The UMass Faculty Federation, Local 1895, American Federation of Teachers, AFL-CIO, celebrated its 50thAnniversary this week with a gathering at the Claire T. Carney Library Living Room at UMass Dartmouth.

“Faculty and staff at UMass Dartmouth have been able to accomplish so much because of 50 years of hard work and solidarity by generations of dedicated Federation members,” said Dr. Catharine M. Curran, PhD, President of the UMass Dartmouth Faculty Federation. “As we enter our sixth decade as a union, we are stronger as a faculty and as a campus because of all the committed and excellent individuals who fought to secure the rights and benefits we enjoy today.”

The UMass Dartmouth Faculty Federation was first formed in 1968, when twenty-seven faculty members, most of whom had taught at either the New Bedford Institute of Technology or the Bradford Durfee College of Technology (Fall River), predecessors of the University of Massachusetts Dartmouth, petitioned for a charter from the American Federation of Teachers (AFT) as the Southeastern Massachusetts Technological Institute Faculty Federation Local 1895. The founding date for UMass Dartmouth's 

predecessor institutions was chosen as the Local number.

“For fifty years, the Faculty Federation has been a leader in standing up for faculty and their students at UMass Dartmouth,” said Beth Kontos, President of the American Federation of Teachers Massachusetts. “AFT Massachusetts is proud to stand with the UMass Faculty Federation as they continue to work to create the University that the Dartmouth community – and all of Southeastern Massachusetts – deserves.”

The local’s first contract, negotiated in 1971, was one of the first collective bargaining agreements for universities in the United States.
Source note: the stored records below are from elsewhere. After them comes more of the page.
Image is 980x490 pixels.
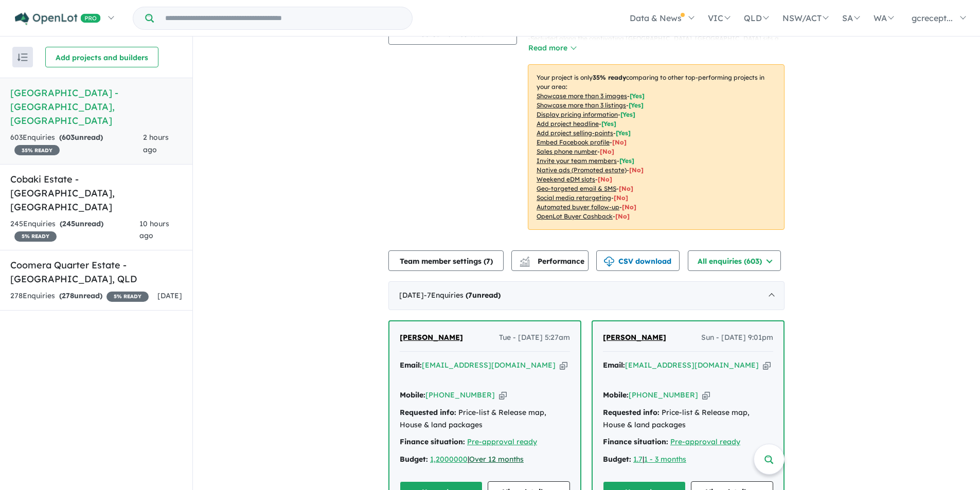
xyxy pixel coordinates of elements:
a: 1 - 3 months [644,455,687,464]
strong: Finance situation: [603,437,668,446]
img: line-chart.svg [520,256,529,262]
span: [No] [629,166,644,174]
a: Over 12 months [469,455,524,464]
button: Copy [702,390,710,401]
span: [PERSON_NAME] [400,333,463,342]
strong: Email: [400,361,422,370]
u: Showcase more than 3 listings [537,102,626,109]
span: [No] [619,185,633,193]
u: Add project headline [537,120,599,128]
a: [PHONE_NUMBER] [426,390,495,400]
span: Performance [521,256,584,266]
button: Add projects and builders [46,47,158,68]
a: Pre-approval ready [670,437,741,446]
u: Social media retargeting [537,194,611,202]
span: 2 hours ago [143,133,169,154]
h5: Cobaki Estate - [GEOGRAPHIC_DATA] , [GEOGRAPHIC_DATA] [10,172,182,214]
span: [No] [615,212,630,220]
div: [DATE] [388,281,785,310]
u: OpenLot Buyer Cashback [537,212,613,220]
u: Showcase more than 3 images [537,92,627,100]
button: Copy [763,360,770,371]
button: Team member settings (7) [388,251,504,271]
span: 5 % READY [14,232,57,242]
span: [No] [614,194,628,202]
strong: Mobile: [400,390,426,400]
a: [PERSON_NAME] [603,332,666,344]
span: - 7 Enquir ies [424,291,500,300]
div: 245 Enquir ies [10,218,139,243]
div: Price-list & Release map, House & land packages [603,407,773,431]
span: 7 [468,291,472,300]
strong: Requested info: [400,408,456,417]
div: Price-list & Release map, House & land packages [400,407,570,431]
img: bar-chart.svg [519,260,530,266]
img: sort.svg [18,53,28,61]
u: Automated buyer follow-up [537,203,619,211]
u: Add project selling-points [537,129,613,137]
span: [No] [598,176,612,183]
span: 10 hours ago [139,219,169,241]
strong: ( unread) [60,219,103,228]
img: Openlot PRO Logo White [15,12,101,25]
span: [ Yes ] [601,120,616,128]
u: Display pricing information [537,111,618,118]
strong: ( unread) [59,133,103,142]
h5: [GEOGRAPHIC_DATA] - [GEOGRAPHIC_DATA] , [GEOGRAPHIC_DATA] [10,86,182,128]
img: download icon [604,256,614,267]
a: [PHONE_NUMBER] [629,390,698,400]
span: [PERSON_NAME] [603,333,666,342]
div: 278 Enquir ies [10,290,148,303]
span: 7 [486,256,490,266]
strong: Mobile: [603,390,629,400]
div: | [603,454,773,466]
span: [ No ] [612,139,627,146]
span: 5 % READY [107,292,148,302]
a: 1,2000000 [430,455,468,464]
strong: ( unread) [59,291,102,301]
button: All enquiries (603) [688,251,781,271]
p: Your project is only comparing to other top-performing projects in your area: - - - - - - - - - -... [528,64,785,230]
div: 603 Enquir ies [10,131,143,156]
u: Sales phone number [537,148,597,156]
span: [ Yes ] [619,157,634,165]
span: [No] [622,203,636,211]
input: Try estate name, suburb, builder or developer [156,7,410,29]
span: [DATE] [157,291,182,301]
u: Invite your team members [537,157,617,165]
u: Geo-targeted email & SMS [537,185,616,193]
span: 35 % READY [14,145,60,156]
span: Sun - [DATE] 9:01pm [701,332,773,344]
span: 245 [62,219,75,228]
strong: Budget: [603,455,631,464]
span: Tue - [DATE] 5:27am [499,332,570,344]
b: 35 % ready [593,74,626,81]
a: [EMAIL_ADDRESS][DOMAIN_NAME] [625,361,759,370]
strong: Requested info: [603,408,659,417]
button: CSV download [596,251,679,271]
button: Read more [528,42,576,54]
button: Copy [560,360,567,371]
u: Embed Facebook profile [537,139,610,146]
a: [EMAIL_ADDRESS][DOMAIN_NAME] [422,361,556,370]
a: [PERSON_NAME] [400,332,463,344]
div: | [400,454,570,466]
span: [ Yes ] [620,111,635,118]
strong: Email: [603,361,625,370]
a: 1.7 [633,455,642,464]
button: Performance [511,251,588,271]
u: Native ads (Promoted estate) [537,166,627,174]
span: [ Yes ] [629,102,644,109]
a: Pre-approval ready [467,437,537,446]
strong: Budget: [400,455,428,464]
strong: Finance situation: [400,437,465,446]
button: Copy [499,390,507,401]
strong: ( unread) [465,291,500,300]
span: [ Yes ] [630,92,645,100]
Since then, the Faculty Federation has successfully negotiated 13 Agreements with the school’s Board of Trustees. In 1975, the Federation added professional staff through the Educational Services Unit, which is a separate bargaining unit with its own agreements. More recently, the Federation added part-time lecturers and research assistants and associates into the faculty bargaining unit. The Faculty Unit and the ESU have worked together seamlessly in the same executive board for decades. Both groups have accomplished the general goals of unions for their members: negotiating equitable pay and benefits, rights of fair process in grievances, respect on the job, and representation in work processes.